*Names have been changed
SINGAPORE and PHNOM PENH: For some of the people hunched over computers and typing furiously, sweet-talking strangers thousands of miles away, what impels them is the threat of torture — beatings, starvation, even electrocution. For others, it is the prospect of promotion, cash bonuses, or even the promise of drugs.
The spartan room they are in is newly renovated, with rows of office desks. Scores of mobile phones — maybe eight to 10 per person — sit in front of them as they type.

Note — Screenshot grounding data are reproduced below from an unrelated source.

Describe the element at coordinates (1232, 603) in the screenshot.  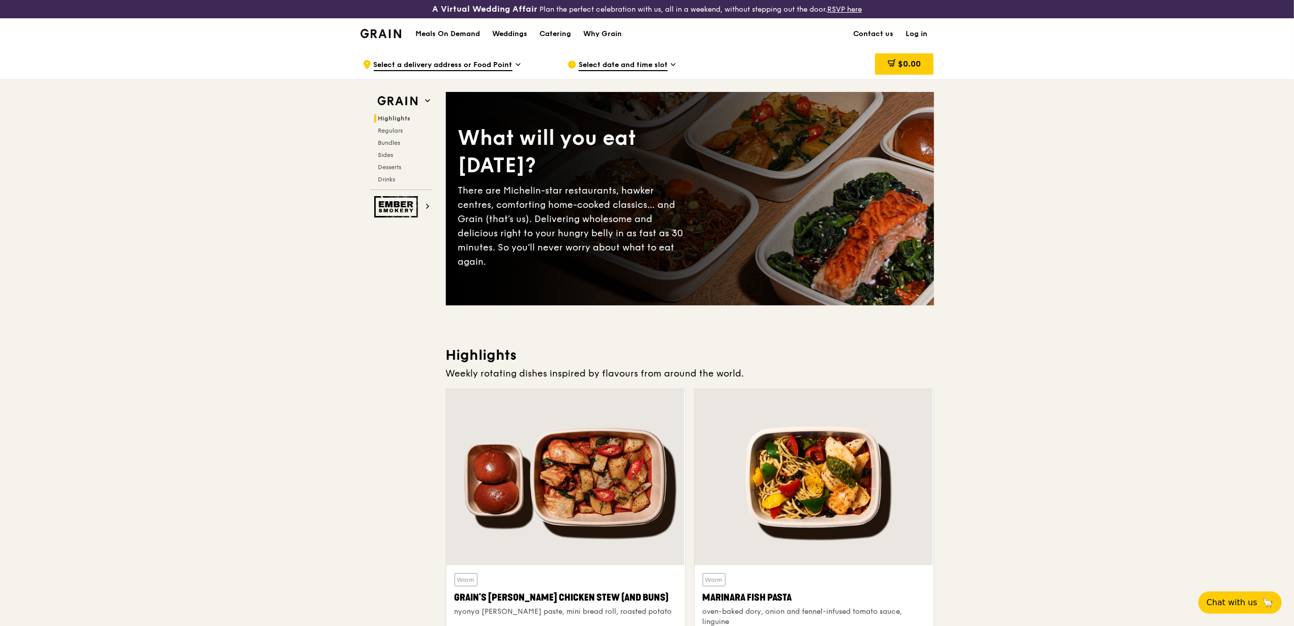
I see `span: Chat with us` at that location.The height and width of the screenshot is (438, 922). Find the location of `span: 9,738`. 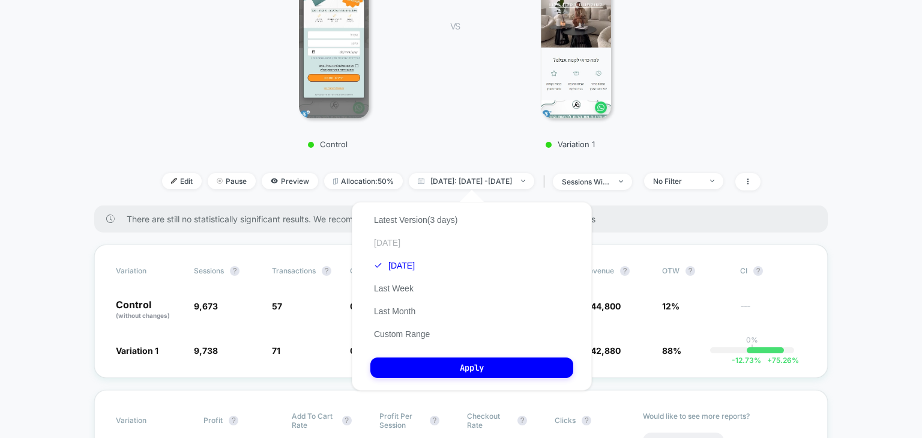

They come from many places, such as China, Indonesia, Malaysia, Thailand and as far as Turkey. Singapore, too, is represented. Most of them are men, but there are also several women.

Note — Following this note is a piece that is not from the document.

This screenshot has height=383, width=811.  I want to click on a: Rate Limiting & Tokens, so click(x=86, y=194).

One man is chatting with a woman from Singapore; she thinks he lives there too. She mentions that she is about to go out and asks what he is doing. He immediately does a Google search for “Singapore weather”, then replies: “I slipped in the rain earlier. Be careful.”
Another man mutters to his colleague: “She’s getting upset that I’m bringing up cryptocurrency. How should I respond?” His colleague looks over the conversation unfolding on WhatsApp, then types a reply.
In a smaller room kept separate from everyone else, everything that appears on their screens, whether desktop or phone, is monitored in real time by a “supervisor” whom some have never met. He, or she, reports to yet another person in a shadowy, seemingly endless chain of command.
In another room is the “marketing” department, where some folks put together voice notes, pictures and videos.
One of them is editing a video of a slender young woman cooking fish head curry. It will be sent to an unsuspecting chat partner somewhere in the US or Australia perhaps. Meanwhile, a picture of an empty fridge is sent to one of the men sitting outside who, in turn, forwards it to a woman in Malaysia he’s been chatting up for weeks.
“I just spent the afternoon cleaning my parents’ fridge,” he types. “What were you doing today?”